GENEVA (AP) - The death toll from an outbreak of the Ebola virus in northeastern Congo has more than doubled to 31 over the past week, while 38 other people are either suspected of having the disease or are definitely infected, the U.N. health agency said Friday. Aid workers fear that the disease may be spreading in part due to traditional funeral practices in the region.
The Ebola virus has no cure and is deadly in 40 percent to 90 percent of cases. The disease causes severe internal bleeding and can be spread by close person-to-person contact.
Fadela Chaib, a spokeswoman for the Geneva-based World Health Organization, said the latest outbreak in Congo was unusual in that the first person known to be infected was a health worker, and officials suspect that the worker might have picked it up from a patient.

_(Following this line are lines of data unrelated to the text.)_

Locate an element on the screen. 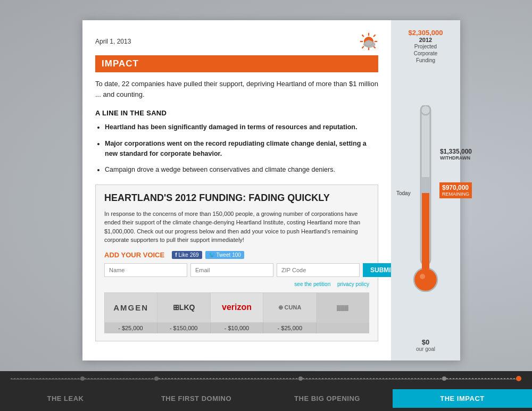  tweet-label: Tweet is located at coordinates (223, 255).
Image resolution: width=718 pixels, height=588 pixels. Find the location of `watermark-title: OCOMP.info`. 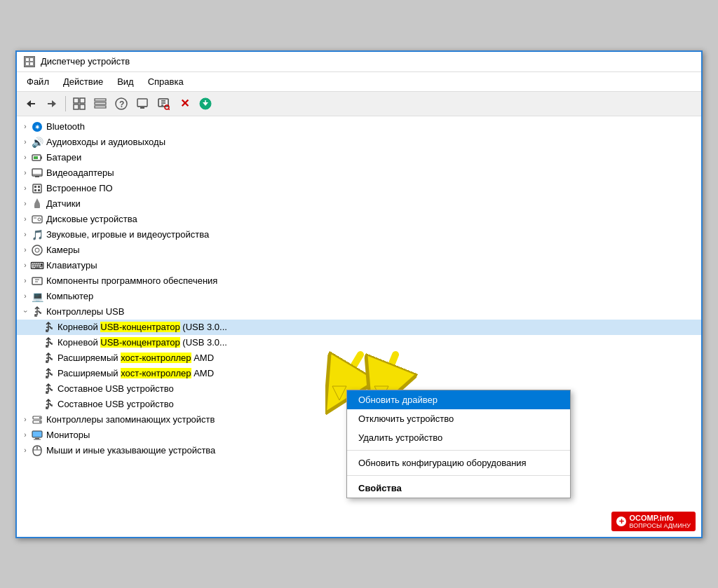

watermark-title: OCOMP.info is located at coordinates (660, 518).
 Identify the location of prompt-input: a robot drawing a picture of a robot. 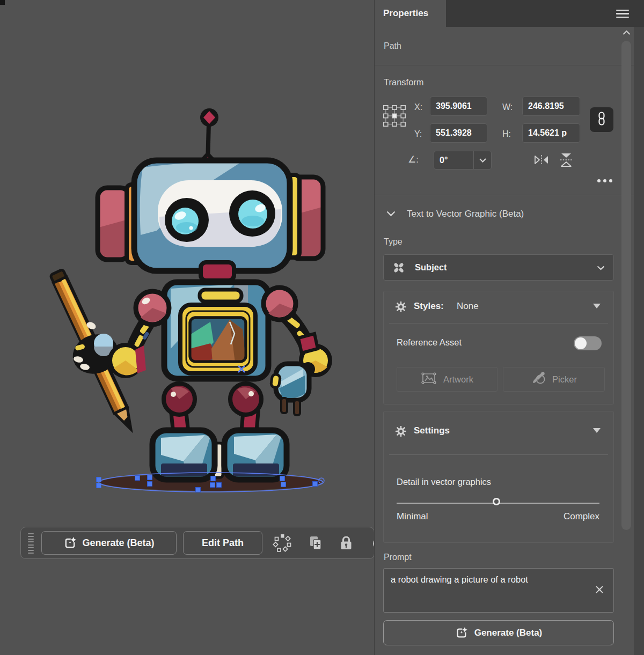
(499, 590).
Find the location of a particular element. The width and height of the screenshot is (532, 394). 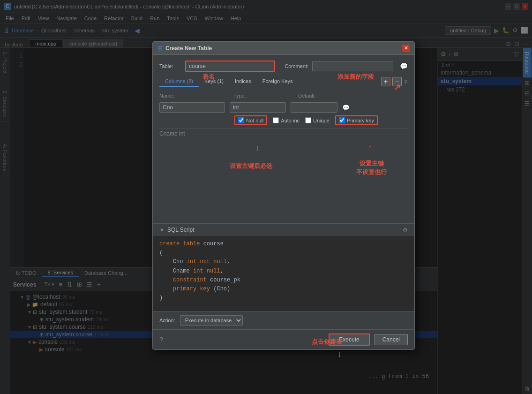

table-label: Table: is located at coordinates (170, 66).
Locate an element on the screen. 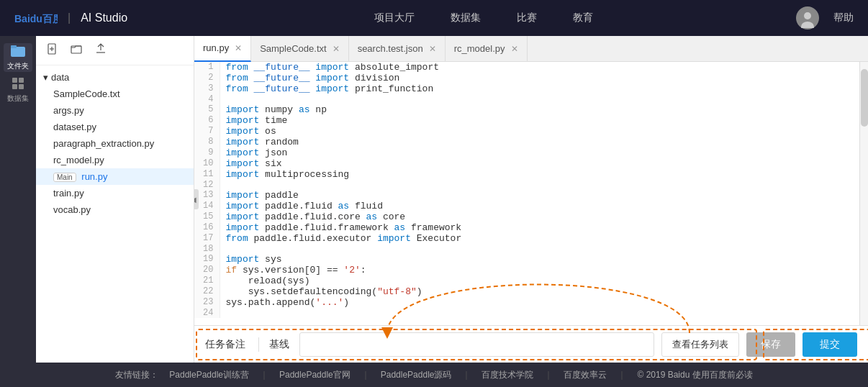  folder-data: ▾ data is located at coordinates (115, 78).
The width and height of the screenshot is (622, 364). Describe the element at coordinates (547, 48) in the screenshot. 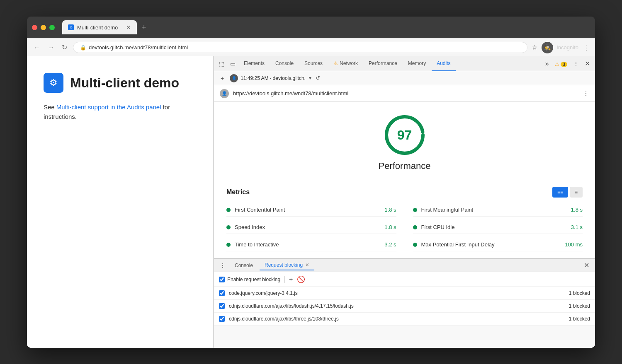

I see `incognito-avatar: 🕵` at that location.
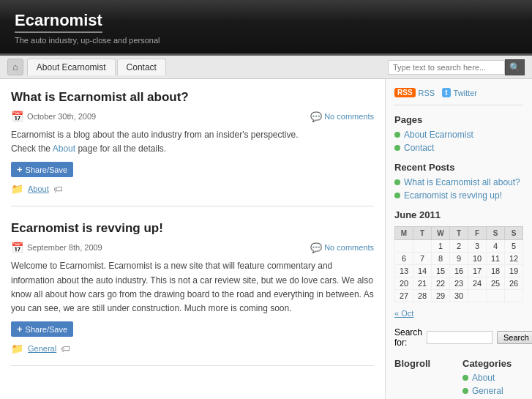  I want to click on cat-link-general: General, so click(487, 391).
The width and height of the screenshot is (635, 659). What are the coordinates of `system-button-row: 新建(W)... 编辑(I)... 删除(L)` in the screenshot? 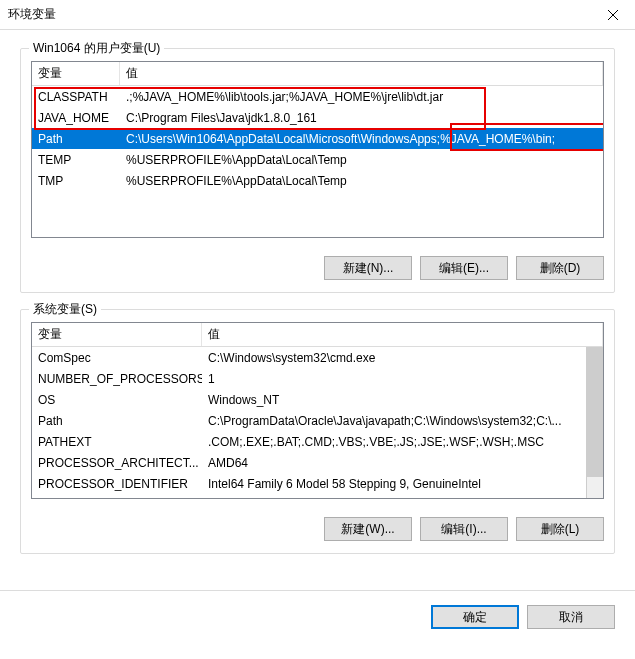 It's located at (318, 531).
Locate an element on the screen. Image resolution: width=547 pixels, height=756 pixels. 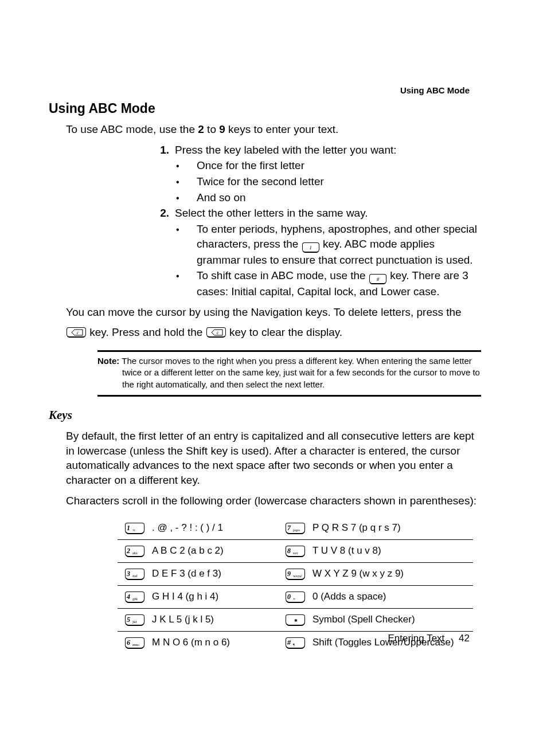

Health authorities are trying to find that “index case” _ the primary case of infection in the general population _ and trace that person’s ensuing contacts.
Normally, someone seeking care from a health facility would have been reported first, and that has mostly been the case in the eight previous Ebola epidemics in Congo since the first discovery of the virus in 1976. This is the first Ebola outbreak in the Haut-Uele territory in northeastern Congo.
“The situation is serious,” Chaib told reporters.
Among the 69 cases overall, there are 41 “probable and confirmed cases” and 28 suspected cases, WHO spokesman Gregory Hartl said. “The rule is that many of the suspected cases are later discarded,” he added.
Authorities said last week that 15 people had died in northeastern Congo, where the tradition of washing and displaying of corpses before funerals can spread the epidemic. The tradition is intended to show love and respect for the deceased, but the practice also brings people into close contact with victims of the deadly virus.
Doctors Without Borders, along with WHO and Congo’s health ministry, has been conducting education campaigns in the area to warn people of the risks linked to this practice.
The medical workers’ aid group also is managing two quarantine centers in the municipalities of Isiro and Viadana, and the U.N. has called for the creation of a $2 million fund to fight the epidemic in Congo.